RE: What makes people irrational thinkers?
January 5, 2022 at 2:27 pm
(This post was last modified: January 5, 2022 at 2:29 pm by Simon Moon.)
(January 4, 2022 at 10:51 pm)Neo-Scholastic Wrote: For example, people have different unmediated experiences. While most are common and trivial, on rare occasions some people do have numinous experience that are realer-than-real. As someone who has had enough such mystical experiences that I cannot deny them, I still recognize that they are properly basic to me alone.
This is interesting to me.
How does one go about differentiating between a 'real' numinous experience that are realer-than-real, mystical experience, and one that is caused by a real, but transitory alteration in mental state, that just seems like a 'real' numinous and mystical experience, but was completely natural?
I am sure that you believe, that some percentage of people, who sincerely claim they had a real numinous and mystical experience, were actually misinterpreting an altered mental brain state.
I am sure the vast majority of schizophrenics, who claim to have mystical experiences, sincerely believe they are real.
What about all the people that believe in different gods than you do, who sincerely claim to have had a 'real' numinous experience that are realer-than-real, and a mystical experience with their god? Are they all mistaking?
You'd believe if you just opened your heart" is a terrible argument for religion. It's basically saying, "If you bias yourself enough, you can convince yourself that this is true." If religion were true, people wouldn't need faith to believe it -- it would be supported by good evidence.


== Problem to solve ==
Give back every line of the data, transcribed exactly.

Figure record listings:
####################
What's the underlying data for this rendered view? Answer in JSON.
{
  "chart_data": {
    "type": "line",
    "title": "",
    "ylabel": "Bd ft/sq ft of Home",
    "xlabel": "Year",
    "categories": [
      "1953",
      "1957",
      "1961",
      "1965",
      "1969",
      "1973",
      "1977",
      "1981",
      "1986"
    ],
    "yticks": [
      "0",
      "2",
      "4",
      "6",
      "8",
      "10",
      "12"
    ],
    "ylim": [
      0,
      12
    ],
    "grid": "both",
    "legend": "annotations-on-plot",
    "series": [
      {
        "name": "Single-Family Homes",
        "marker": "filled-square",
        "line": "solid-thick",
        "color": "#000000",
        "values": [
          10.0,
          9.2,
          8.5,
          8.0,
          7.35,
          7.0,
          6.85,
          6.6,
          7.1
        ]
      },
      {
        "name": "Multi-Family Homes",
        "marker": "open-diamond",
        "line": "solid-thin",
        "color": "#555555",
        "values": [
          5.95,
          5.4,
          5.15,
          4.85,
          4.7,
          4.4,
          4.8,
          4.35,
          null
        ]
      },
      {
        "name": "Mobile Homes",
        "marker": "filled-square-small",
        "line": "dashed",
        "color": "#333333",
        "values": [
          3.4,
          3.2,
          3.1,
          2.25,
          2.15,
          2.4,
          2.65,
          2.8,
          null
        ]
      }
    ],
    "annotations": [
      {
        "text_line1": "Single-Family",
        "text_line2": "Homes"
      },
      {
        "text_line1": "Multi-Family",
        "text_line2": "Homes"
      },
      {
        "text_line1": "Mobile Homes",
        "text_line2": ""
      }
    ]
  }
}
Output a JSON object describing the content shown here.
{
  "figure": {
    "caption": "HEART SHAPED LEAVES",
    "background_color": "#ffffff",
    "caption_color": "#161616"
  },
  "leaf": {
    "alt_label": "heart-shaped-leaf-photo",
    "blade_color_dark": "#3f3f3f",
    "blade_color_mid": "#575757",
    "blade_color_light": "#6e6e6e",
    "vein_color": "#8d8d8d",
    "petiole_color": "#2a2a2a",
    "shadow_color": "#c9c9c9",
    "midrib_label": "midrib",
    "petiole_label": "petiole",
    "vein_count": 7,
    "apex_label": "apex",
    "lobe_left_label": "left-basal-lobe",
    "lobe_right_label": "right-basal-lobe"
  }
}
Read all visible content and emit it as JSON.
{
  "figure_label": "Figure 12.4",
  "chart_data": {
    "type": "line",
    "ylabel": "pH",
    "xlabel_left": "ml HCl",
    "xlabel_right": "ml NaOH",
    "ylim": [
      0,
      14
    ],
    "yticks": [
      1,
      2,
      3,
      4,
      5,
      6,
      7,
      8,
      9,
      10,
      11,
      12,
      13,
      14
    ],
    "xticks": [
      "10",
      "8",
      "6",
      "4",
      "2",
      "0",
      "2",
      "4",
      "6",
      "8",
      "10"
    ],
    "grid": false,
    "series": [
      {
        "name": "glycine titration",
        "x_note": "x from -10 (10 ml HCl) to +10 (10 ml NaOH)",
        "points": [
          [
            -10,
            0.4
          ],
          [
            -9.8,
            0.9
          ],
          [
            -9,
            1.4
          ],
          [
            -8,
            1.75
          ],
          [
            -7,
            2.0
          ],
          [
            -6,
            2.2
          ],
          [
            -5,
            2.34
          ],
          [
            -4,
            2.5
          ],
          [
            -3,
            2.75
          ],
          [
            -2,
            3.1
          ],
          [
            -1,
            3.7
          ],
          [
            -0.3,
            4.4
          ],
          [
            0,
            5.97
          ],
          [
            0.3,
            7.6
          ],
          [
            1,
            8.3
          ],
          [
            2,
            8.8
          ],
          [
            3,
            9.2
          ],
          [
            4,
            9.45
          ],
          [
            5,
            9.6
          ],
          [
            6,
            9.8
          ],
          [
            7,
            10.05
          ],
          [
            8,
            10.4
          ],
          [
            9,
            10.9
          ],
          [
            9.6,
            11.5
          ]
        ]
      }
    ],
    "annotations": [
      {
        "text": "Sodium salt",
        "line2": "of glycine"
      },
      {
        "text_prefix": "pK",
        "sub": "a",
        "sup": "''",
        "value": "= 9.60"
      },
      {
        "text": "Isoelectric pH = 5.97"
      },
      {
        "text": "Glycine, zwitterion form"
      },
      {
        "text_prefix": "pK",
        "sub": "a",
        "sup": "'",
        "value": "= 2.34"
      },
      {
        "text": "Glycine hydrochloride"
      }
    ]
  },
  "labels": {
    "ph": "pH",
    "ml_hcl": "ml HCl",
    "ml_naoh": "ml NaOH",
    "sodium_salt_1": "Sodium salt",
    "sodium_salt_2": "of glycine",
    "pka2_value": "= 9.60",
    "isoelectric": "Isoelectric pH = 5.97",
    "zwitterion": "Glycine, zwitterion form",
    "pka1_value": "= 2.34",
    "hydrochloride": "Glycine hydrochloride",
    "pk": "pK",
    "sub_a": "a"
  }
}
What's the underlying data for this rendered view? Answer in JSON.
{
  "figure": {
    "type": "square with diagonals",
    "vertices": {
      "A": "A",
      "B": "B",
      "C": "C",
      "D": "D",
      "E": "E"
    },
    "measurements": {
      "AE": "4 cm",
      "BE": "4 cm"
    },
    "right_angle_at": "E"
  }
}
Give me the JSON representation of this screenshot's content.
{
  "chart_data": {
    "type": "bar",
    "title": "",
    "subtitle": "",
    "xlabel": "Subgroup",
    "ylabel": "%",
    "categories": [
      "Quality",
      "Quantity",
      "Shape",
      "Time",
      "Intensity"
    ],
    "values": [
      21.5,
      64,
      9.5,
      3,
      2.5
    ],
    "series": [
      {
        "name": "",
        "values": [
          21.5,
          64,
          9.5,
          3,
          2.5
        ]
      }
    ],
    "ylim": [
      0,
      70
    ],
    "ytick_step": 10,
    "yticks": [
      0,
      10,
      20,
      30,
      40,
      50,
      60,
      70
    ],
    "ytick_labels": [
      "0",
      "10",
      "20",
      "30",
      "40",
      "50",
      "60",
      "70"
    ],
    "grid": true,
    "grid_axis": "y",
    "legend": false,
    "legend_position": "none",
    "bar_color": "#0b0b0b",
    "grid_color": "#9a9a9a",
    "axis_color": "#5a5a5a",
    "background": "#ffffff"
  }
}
####################
== Expected output ==
What's the underlying data for this rendered view? Answer in JSON.
{
  "chart_data": {
    "type": "line",
    "title": "",
    "ylabel": "Bd ft/sq ft of Home",
    "xlabel": "Year",
    "categories": [
      "1953",
      "1957",
      "1961",
      "1965",
      "1969",
      "1973",
      "1977",
      "1981",
      "1986"
    ],
    "yticks": [
      "0",
      "2",
      "4",
      "6",
      "8",
      "10",
      "12"
    ],
    "ylim": [
      0,
      12
    ],
    "grid": "both",
    "legend": "annotations-on-plot",
    "series": [
      {
        "name": "Single-Family Homes",
        "marker": "filled-square",
        "line": "solid-thick",
        "color": "#000000",
        "values": [
          10.0,
          9.2,
          8.5,
          8.0,
          7.35,
          7.0,
          6.85,
          6.6,
          7.1
        ]
      },
      {
        "name": "Multi-Family Homes",
        "marker": "open-diamond",
        "line": "solid-thin",
        "color": "#555555",
        "values": [
          5.95,
          5.4,
          5.15,
          4.85,
          4.7,
          4.4,
          4.8,
          4.35,
          null
        ]
      },
      {
        "name": "Mobile Homes",
        "marker": "filled-square-small",
        "line": "dashed",
        "color": "#333333",
        "values": [
          3.4,
          3.2,
          3.1,
          2.25,
          2.15,
          2.4,
          2.65,
          2.8,
          null
        ]
      }
    ],
    "annotations": [
      {
        "text_line1": "Single-Family",
        "text_line2": "Homes"
      },
      {
        "text_line1": "Multi-Family",
        "text_line2": "Homes"
      },
      {
        "text_line1": "Mobile Homes",
        "text_line2": ""
      }
    ]
  }
}
Output a JSON object describing the content shown here.
{
  "figure": {
    "caption": "HEART SHAPED LEAVES",
    "background_color": "#ffffff",
    "caption_color": "#161616"
  },
  "leaf": {
    "alt_label": "heart-shaped-leaf-photo",
    "blade_color_dark": "#3f3f3f",
    "blade_color_mid": "#575757",
    "blade_color_light": "#6e6e6e",
    "vein_color": "#8d8d8d",
    "petiole_color": "#2a2a2a",
    "shadow_color": "#c9c9c9",
    "midrib_label": "midrib",
    "petiole_label": "petiole",
    "vein_count": 7,
    "apex_label": "apex",
    "lobe_left_label": "left-basal-lobe",
    "lobe_right_label": "right-basal-lobe"
  }
}
Read all visible content and emit it as JSON.
{
  "figure_label": "Figure 12.4",
  "chart_data": {
    "type": "line",
    "ylabel": "pH",
    "xlabel_left": "ml HCl",
    "xlabel_right": "ml NaOH",
    "ylim": [
      0,
      14
    ],
    "yticks": [
      1,
      2,
      3,
      4,
      5,
      6,
      7,
      8,
      9,
      10,
      11,
      12,
      13,
      14
    ],
    "xticks": [
      "10",
      "8",
      "6",
      "4",
      "2",
      "0",
      "2",
      "4",
      "6",
      "8",
      "10"
    ],
    "grid": false,
    "series": [
      {
        "name": "glycine titration",
        "x_note": "x from -10 (10 ml HCl) to +10 (10 ml NaOH)",
        "points": [
          [
            -10,
            0.4
          ],
          [
            -9.8,
            0.9
          ],
          [
            -9,
            1.4
          ],
          [
            -8,
            1.75
          ],
          [
            -7,
            2.0
          ],
          [
            -6,
            2.2
          ],
          [
            -5,
            2.34
          ],
          [
            -4,
            2.5
          ],
          [
            -3,
            2.75
          ],
          [
            -2,
            3.1
          ],
          [
            -1,
            3.7
          ],
          [
            -0.3,
            4.4
          ],
          [
            0,
            5.97
          ],
          [
            0.3,
            7.6
          ],
          [
            1,
            8.3
          ],
          [
            2,
            8.8
          ],
          [
            3,
            9.2
          ],
          [
            4,
            9.45
          ],
          [
            5,
            9.6
          ],
          [
            6,
            9.8
          ],
          [
            7,
            10.05
          ],
          [
            8,
            10.4
          ],
          [
            9,
            10.9
          ],
          [
            9.6,
            11.5
          ]
        ]
      }
    ],
    "annotations": [
      {
        "text": "Sodium salt",
        "line2": "of glycine"
      },
      {
        "text_prefix": "pK",
        "sub": "a",
        "sup": "''",
        "value": "= 9.60"
      },
      {
        "text": "Isoelectric pH = 5.97"
      },
      {
        "text": "Glycine, zwitterion form"
      },
      {
        "text_prefix": "pK",
        "sub": "a",
        "sup": "'",
        "value": "= 2.34"
      },
      {
        "text": "Glycine hydrochloride"
      }
    ]
  },
  "labels": {
    "ph": "pH",
    "ml_hcl": "ml HCl",
    "ml_naoh": "ml NaOH",
    "sodium_salt_1": "Sodium salt",
    "sodium_salt_2": "of glycine",
    "pka2_value": "= 9.60",
    "isoelectric": "Isoelectric pH = 5.97",
    "zwitterion": "Glycine, zwitterion form",
    "pka1_value": "= 2.34",
    "hydrochloride": "Glycine hydrochloride",
    "pk": "pK",
    "sub_a": "a"
  }
}
What's the underlying data for this rendered view? Answer in JSON.
{
  "figure": {
    "type": "square with diagonals",
    "vertices": {
      "A": "A",
      "B": "B",
      "C": "C",
      "D": "D",
      "E": "E"
    },
    "measurements": {
      "AE": "4 cm",
      "BE": "4 cm"
    },
    "right_angle_at": "E"
  }
}
Give me the JSON representation of this screenshot's content.
{
  "chart_data": {
    "type": "bar",
    "title": "",
    "subtitle": "",
    "xlabel": "Subgroup",
    "ylabel": "%",
    "categories": [
      "Quality",
      "Quantity",
      "Shape",
      "Time",
      "Intensity"
    ],
    "values": [
      21.5,
      64,
      9.5,
      3,
      2.5
    ],
    "series": [
      {
        "name": "",
        "values": [
          21.5,
          64,
          9.5,
          3,
          2.5
        ]
      }
    ],
    "ylim": [
      0,
      70
    ],
    "ytick_step": 10,
    "yticks": [
      0,
      10,
      20,
      30,
      40,
      50,
      60,
      70
    ],
    "ytick_labels": [
      "0",
      "10",
      "20",
      "30",
      "40",
      "50",
      "60",
      "70"
    ],
    "grid": true,
    "grid_axis": "y",
    "legend": false,
    "legend_position": "none",
    "bar_color": "#0b0b0b",
    "grid_color": "#9a9a9a",
    "axis_color": "#5a5a5a",
    "background": "#ffffff"
  }
}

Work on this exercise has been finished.